Apple's iPad announcement has set off a new round of reports of networks overburdened by a data flow they were not built to handle.  These problems are reminiscent of the congestion dialup users experienced following AOL's 1996 decision to allow unlimited internet use.  For months users had trouble connecting and, once they did connect, experienced frequent service outages.  The FCC even held hearings on the problem. 


The congestion problem circa 1996-97 revealed an intense latent demand for Internet access.  Similarly, wireless network congestion today reveals intense demand for wireless broadband.  Widespread use of smartphones, 3G-enabled netbooks, and now, perhaps, the iPad and its competitors demonstrate that wireless broadband will be a hugely important part of the broadband ecosystem as we move ahead. 

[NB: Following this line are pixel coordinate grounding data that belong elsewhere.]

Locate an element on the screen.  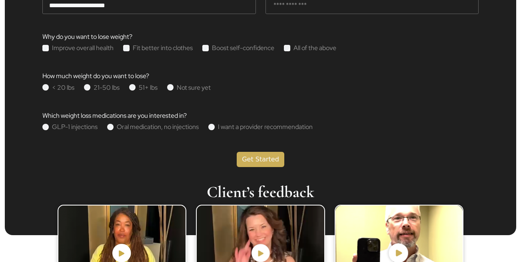
label: GLP-1 injections is located at coordinates (75, 127).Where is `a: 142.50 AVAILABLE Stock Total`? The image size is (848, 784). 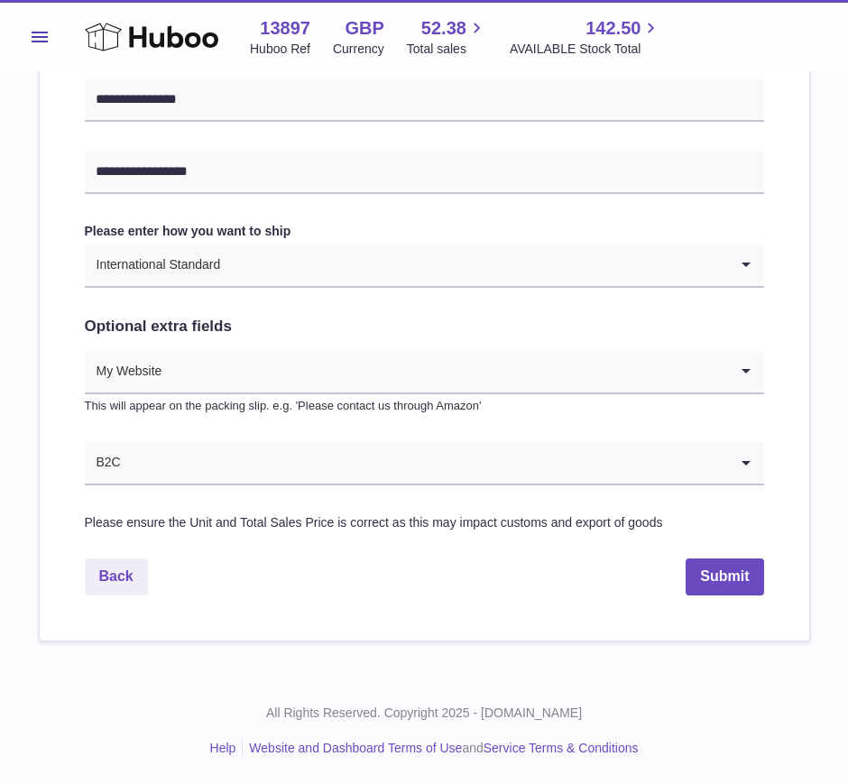 a: 142.50 AVAILABLE Stock Total is located at coordinates (586, 37).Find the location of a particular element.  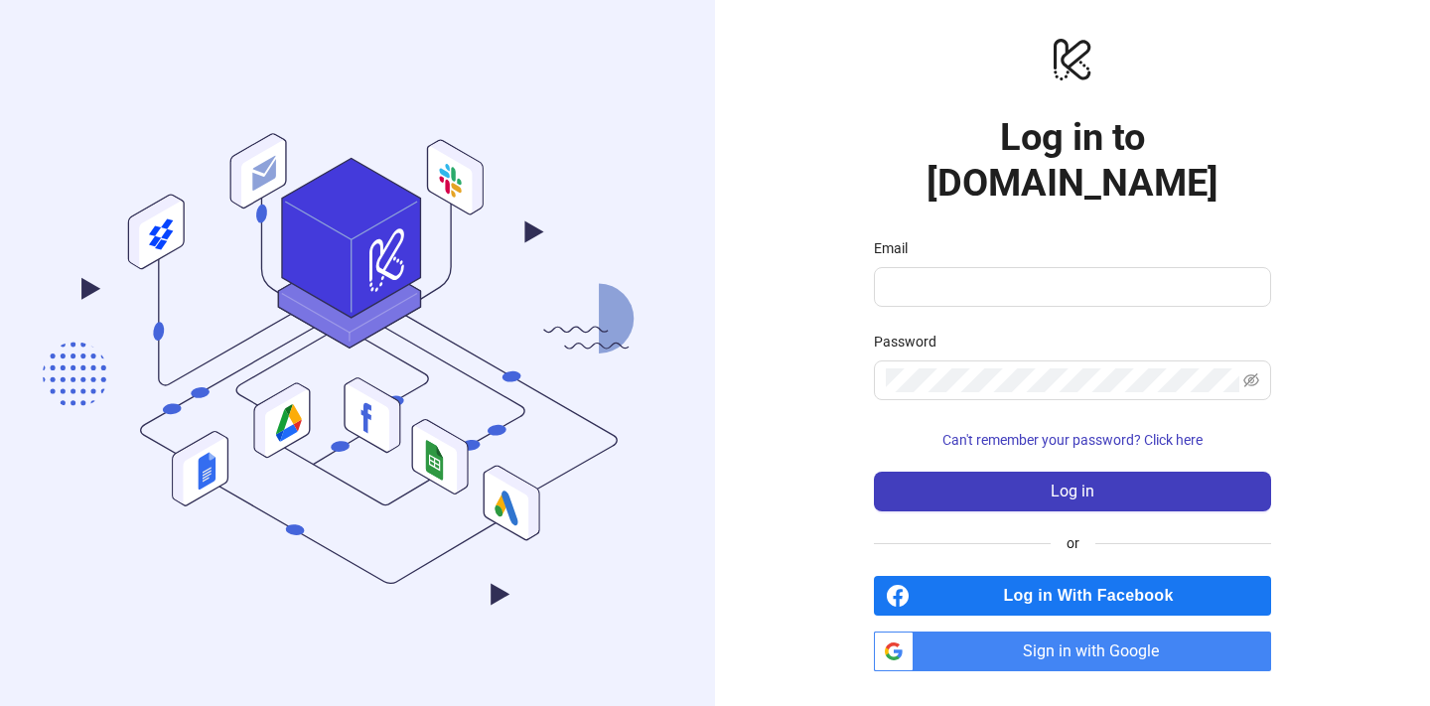

label: Email is located at coordinates (897, 248).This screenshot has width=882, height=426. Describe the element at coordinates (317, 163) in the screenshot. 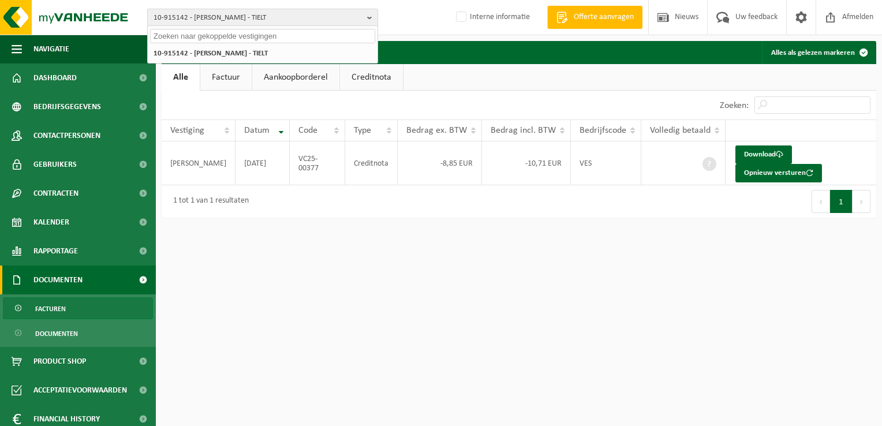

I see `td: VC25-00377` at that location.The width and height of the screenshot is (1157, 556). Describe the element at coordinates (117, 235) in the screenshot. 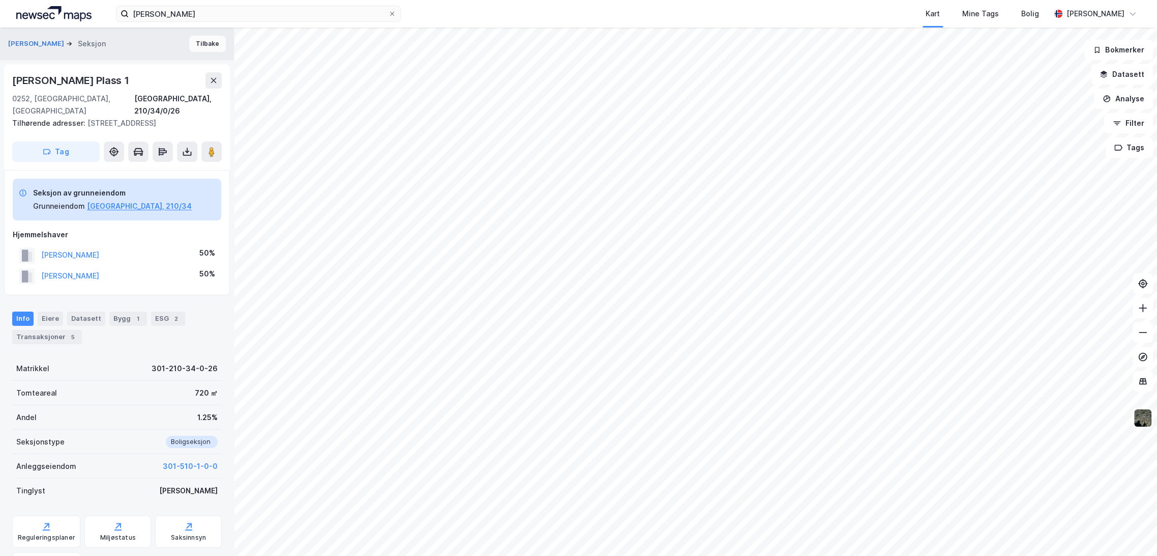

I see `div: Hjemmelshaver` at that location.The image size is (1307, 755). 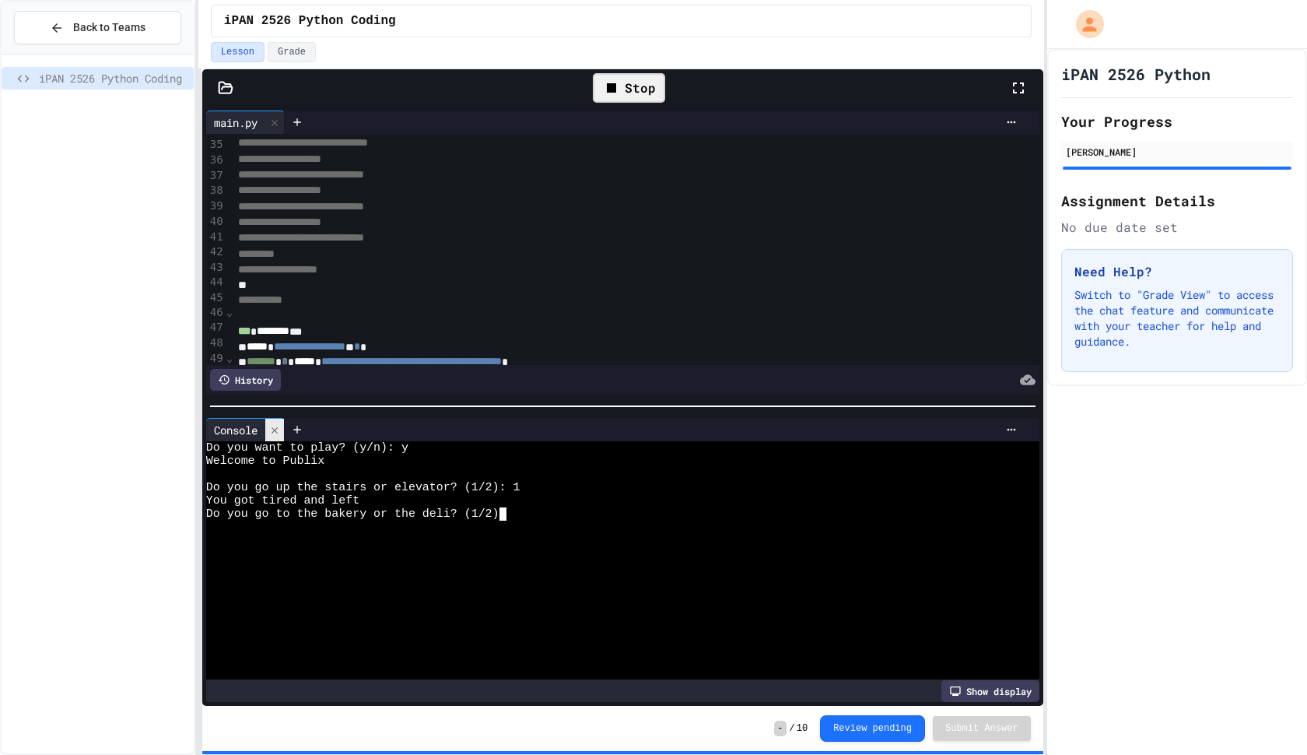 I want to click on span: 10, so click(x=802, y=728).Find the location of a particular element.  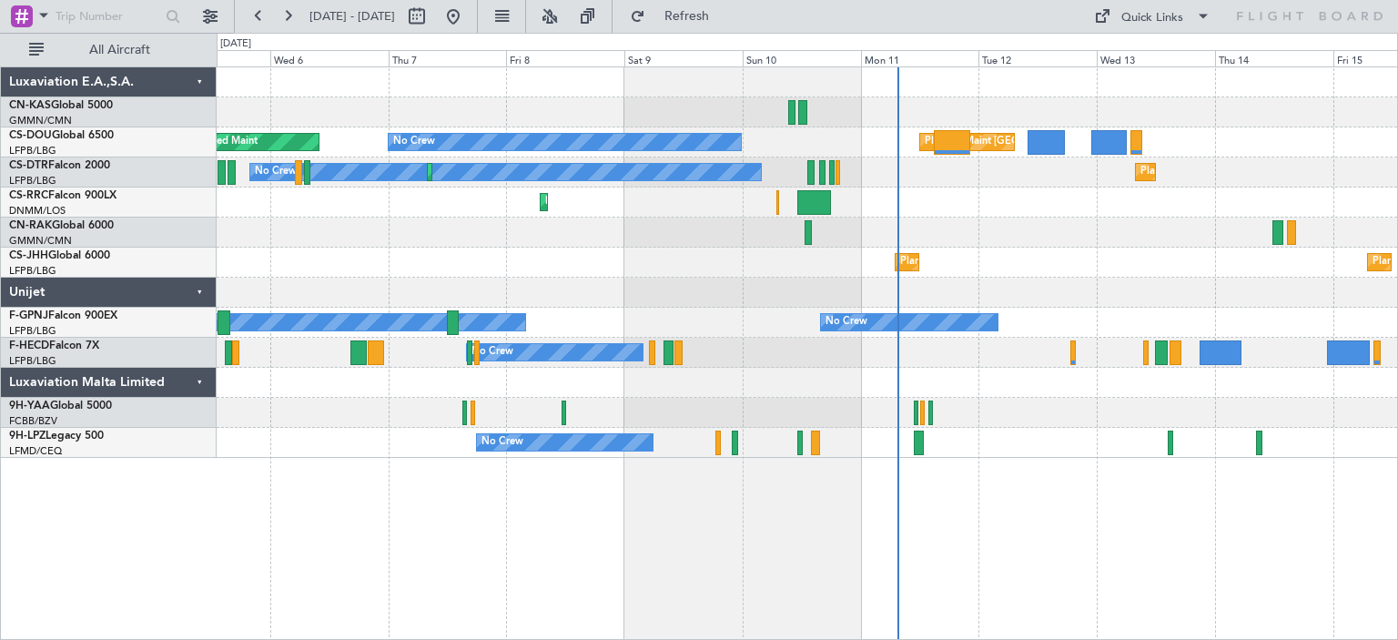

div: Thu 14 is located at coordinates (1274, 58).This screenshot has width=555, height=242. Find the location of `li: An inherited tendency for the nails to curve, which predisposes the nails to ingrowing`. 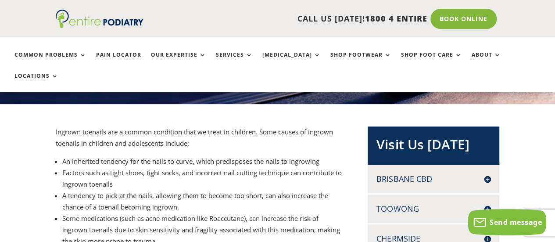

Eventually, AOL was able to resolve its problems by upgrading its modem and server capacities.  Wireless providers today, too, will be able to deal with congestion issues but only if they have adequate spectrum.  Reaching an always-on wireless broadband future means that spectrum can no longer remain attached solely to uses deemed valuable decades ago.  The broadband plan will suggest ways of moving more spectrum into high value uses, such as broadband access, to help ensure that we don't get stuck in 1997 dialup-style congestion.


With the iPad pointing to even greater demand for mobile broadband on the horizon, we must ensure that network congestion doesn't choke off a service that consumers clearly find so appealing or frustrate mobile broadband's ability to keep us competitive in the global broadband economy.